Given these results, it is no wonder that states, countries, and regions are beginning to enact strict regulations about data privacy. The California Consumer Privacy Act (CCPA), which provides protections for the data of California residents, also exposes businesses that collect, store, use and disclose those residents’ data to serious liabilities. In response to some companies hiding breaches from the public, states are also weighing stronger breach reporting requirements with larger fines for violations. Whether these efforts will diminish user mistrust is unclear—63% said that “they understand very little or nothing at all about the laws and regulations that are currently in place to protect their data privacy.”

Should Companies Ban USBs?

Earlier this month, a Chinese woman was arrested after attempting to enter President Donald Trump’s Mar-a-Lago resort while in possession of a number of suspicious electronic devices, including a USB flash drive. Apparently, the drive contained code that allows malicious software to run immediately after being plugged in, though it is still unclear what kind of malware it was. According to news reports, law enforcement also found nine other USB drives in the woman’s hotel room. If someone was able to connect a USB device to a computer on the resort’s network, attackers might be able to access all sorts of sensitive information and potentially gain control of machines on the network.

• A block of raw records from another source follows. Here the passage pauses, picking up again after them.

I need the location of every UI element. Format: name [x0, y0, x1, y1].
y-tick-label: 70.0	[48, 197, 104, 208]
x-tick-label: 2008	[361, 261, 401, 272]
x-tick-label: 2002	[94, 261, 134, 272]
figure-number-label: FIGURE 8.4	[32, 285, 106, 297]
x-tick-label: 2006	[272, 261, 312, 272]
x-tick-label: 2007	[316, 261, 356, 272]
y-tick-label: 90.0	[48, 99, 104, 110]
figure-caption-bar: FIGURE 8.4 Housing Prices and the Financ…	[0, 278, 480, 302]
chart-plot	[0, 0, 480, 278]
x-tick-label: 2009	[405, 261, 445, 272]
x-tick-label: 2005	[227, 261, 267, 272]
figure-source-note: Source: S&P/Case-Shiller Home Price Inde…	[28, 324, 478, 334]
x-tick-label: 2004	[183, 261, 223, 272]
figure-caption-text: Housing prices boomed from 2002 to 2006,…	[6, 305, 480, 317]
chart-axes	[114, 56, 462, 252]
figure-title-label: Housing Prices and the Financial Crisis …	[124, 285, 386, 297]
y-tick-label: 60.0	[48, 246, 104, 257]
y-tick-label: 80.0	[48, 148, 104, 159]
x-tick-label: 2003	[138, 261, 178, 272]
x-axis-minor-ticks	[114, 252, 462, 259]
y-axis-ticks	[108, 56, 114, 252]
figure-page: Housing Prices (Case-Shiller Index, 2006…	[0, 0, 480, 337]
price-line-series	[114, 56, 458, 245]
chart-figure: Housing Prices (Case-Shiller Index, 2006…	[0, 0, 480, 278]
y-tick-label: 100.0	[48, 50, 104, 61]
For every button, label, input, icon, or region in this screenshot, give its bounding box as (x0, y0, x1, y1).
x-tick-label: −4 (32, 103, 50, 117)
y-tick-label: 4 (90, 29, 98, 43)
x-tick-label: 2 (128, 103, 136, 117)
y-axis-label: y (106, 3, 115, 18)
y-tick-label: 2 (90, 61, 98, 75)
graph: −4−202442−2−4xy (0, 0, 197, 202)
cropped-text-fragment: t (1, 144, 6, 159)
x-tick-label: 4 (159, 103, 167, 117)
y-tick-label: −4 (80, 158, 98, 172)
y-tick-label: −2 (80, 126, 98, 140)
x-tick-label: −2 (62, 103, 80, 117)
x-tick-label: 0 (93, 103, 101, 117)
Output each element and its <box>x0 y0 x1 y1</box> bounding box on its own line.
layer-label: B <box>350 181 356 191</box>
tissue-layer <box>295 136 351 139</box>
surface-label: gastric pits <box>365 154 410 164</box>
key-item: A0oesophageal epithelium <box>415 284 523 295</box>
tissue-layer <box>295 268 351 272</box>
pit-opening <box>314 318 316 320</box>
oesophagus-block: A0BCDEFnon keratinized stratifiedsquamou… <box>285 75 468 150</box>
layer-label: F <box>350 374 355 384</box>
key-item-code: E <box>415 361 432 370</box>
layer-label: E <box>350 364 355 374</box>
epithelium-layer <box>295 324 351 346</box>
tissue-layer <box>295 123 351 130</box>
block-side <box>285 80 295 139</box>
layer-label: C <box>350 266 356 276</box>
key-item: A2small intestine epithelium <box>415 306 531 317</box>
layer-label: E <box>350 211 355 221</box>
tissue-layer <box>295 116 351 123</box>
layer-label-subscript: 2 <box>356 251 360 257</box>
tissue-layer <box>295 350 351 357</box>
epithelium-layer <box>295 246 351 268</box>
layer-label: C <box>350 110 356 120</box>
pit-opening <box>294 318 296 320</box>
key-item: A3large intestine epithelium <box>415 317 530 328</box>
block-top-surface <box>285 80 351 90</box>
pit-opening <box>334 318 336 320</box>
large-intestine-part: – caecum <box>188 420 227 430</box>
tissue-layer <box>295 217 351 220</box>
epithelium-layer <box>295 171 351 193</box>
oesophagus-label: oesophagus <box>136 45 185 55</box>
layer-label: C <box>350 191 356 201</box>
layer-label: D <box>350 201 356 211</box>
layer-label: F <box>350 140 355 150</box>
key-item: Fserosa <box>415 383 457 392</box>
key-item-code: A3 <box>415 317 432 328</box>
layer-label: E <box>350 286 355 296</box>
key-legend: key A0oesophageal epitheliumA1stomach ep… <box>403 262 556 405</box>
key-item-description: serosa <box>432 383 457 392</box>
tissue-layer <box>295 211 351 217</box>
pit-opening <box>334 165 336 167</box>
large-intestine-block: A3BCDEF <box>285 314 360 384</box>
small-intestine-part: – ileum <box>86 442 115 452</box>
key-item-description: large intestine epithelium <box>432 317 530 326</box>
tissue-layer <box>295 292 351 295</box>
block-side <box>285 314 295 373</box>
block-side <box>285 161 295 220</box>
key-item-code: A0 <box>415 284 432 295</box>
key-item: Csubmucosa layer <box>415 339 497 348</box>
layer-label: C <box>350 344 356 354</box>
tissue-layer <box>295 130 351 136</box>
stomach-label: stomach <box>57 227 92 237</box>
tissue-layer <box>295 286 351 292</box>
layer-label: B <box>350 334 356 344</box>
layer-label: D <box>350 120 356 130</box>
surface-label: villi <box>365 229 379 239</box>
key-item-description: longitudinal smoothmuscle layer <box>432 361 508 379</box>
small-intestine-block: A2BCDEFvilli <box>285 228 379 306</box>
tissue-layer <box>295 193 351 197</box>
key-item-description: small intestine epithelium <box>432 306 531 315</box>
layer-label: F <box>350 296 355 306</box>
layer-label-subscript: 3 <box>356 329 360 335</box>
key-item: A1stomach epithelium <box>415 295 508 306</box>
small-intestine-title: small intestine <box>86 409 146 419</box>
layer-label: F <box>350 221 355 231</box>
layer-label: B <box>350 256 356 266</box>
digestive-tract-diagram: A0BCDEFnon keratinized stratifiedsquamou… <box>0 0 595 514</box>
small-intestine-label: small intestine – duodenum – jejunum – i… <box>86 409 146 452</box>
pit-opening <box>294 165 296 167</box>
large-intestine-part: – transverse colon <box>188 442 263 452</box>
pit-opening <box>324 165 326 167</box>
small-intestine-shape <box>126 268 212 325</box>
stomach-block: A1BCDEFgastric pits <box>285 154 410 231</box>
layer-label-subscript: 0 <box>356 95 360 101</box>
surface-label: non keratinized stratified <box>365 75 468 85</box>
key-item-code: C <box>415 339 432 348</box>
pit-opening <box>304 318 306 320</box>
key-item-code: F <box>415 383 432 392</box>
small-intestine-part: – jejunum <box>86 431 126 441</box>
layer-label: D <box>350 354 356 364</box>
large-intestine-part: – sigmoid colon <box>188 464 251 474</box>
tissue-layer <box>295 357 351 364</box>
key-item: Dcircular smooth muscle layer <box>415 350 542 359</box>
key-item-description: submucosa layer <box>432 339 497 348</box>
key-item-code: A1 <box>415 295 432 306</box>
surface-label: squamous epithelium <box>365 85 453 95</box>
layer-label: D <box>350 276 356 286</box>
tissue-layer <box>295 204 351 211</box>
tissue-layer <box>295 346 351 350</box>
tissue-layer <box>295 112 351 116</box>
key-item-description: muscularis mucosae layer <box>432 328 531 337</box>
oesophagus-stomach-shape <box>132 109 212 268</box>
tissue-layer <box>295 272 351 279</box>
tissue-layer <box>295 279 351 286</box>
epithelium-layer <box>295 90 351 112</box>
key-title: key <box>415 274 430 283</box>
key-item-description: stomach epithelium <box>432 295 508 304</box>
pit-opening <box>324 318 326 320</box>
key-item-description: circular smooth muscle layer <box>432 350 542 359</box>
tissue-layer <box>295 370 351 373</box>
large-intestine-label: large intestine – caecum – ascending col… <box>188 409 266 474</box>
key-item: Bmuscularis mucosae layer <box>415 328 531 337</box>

Historically, USB use has also aided insider threats, whether in the form of employees inadvertently infecting a corporate device or network with a found USB drive, or purposefully causing an infection or removing sensitive information via USB. In perhaps one the most high-profile of such cases, Edward Snowden reportedly removed NSA documents from a Hawaii facility on a flash drive before fleeing the country and providing those documents to members of the media.

Beyond the headlines, these devices continue to pose everyday risks. People mindlessly plug in flash drives, or carry their business’s most important documents on them that could accidentally be left in a hotel room or at a conference packed with corporate rivals. As companies evaluate their security policies and how to best secure their data, many are moving away from using USB or even banning them outright.

In May 2018, IBM did just that. The company’s global chief information security officer Shamla Naidoo said that IBM “is expanding the practice of prohibiting data transfer to all removable portable storage devices (eg: USB, SD card, flash drive),” and that the prohibition would apply to IBM operations worldwide, who will now rely entirely on the company’s cloud-based storage. Naidoo cited the danger of missing storage devices leading to “financial and reputational damage” as the motivation for the prohibition going forward, and acknowledged that the move may be disruptive for some departments and employees.

A 2016 University of Illinois study also showed that the now-proverbial nightmare scenario of an employee inserting a USB they found in a parking lot is actually realistic. After dropping 297 flash drives on a university campus, researchers found that people opened one or more files on 45% of the drives without taking any precautions, and that people moved 98% of the drives from the drop locations. The study’s authors noted that their results suggested that people may have picked up the drives and opened files motivated by altruism (finding the owner) and curiosity. But regardless of intent, simply plugging a flash drive into company computer can unleash any number of viruses, malware, or other cyber maladies on the company’s network.

Of course, doing away with USBs is also not a security panacea. As always, the user is the weakest part of any IT security plan, and even if a business does decide to ban USB storage devices and move their data storage to cloud-based options, employees should still be trained on password protection strategies and other security hygiene best practices. To make employee cyber-awareness training more effective, check out these tips from Risk Management.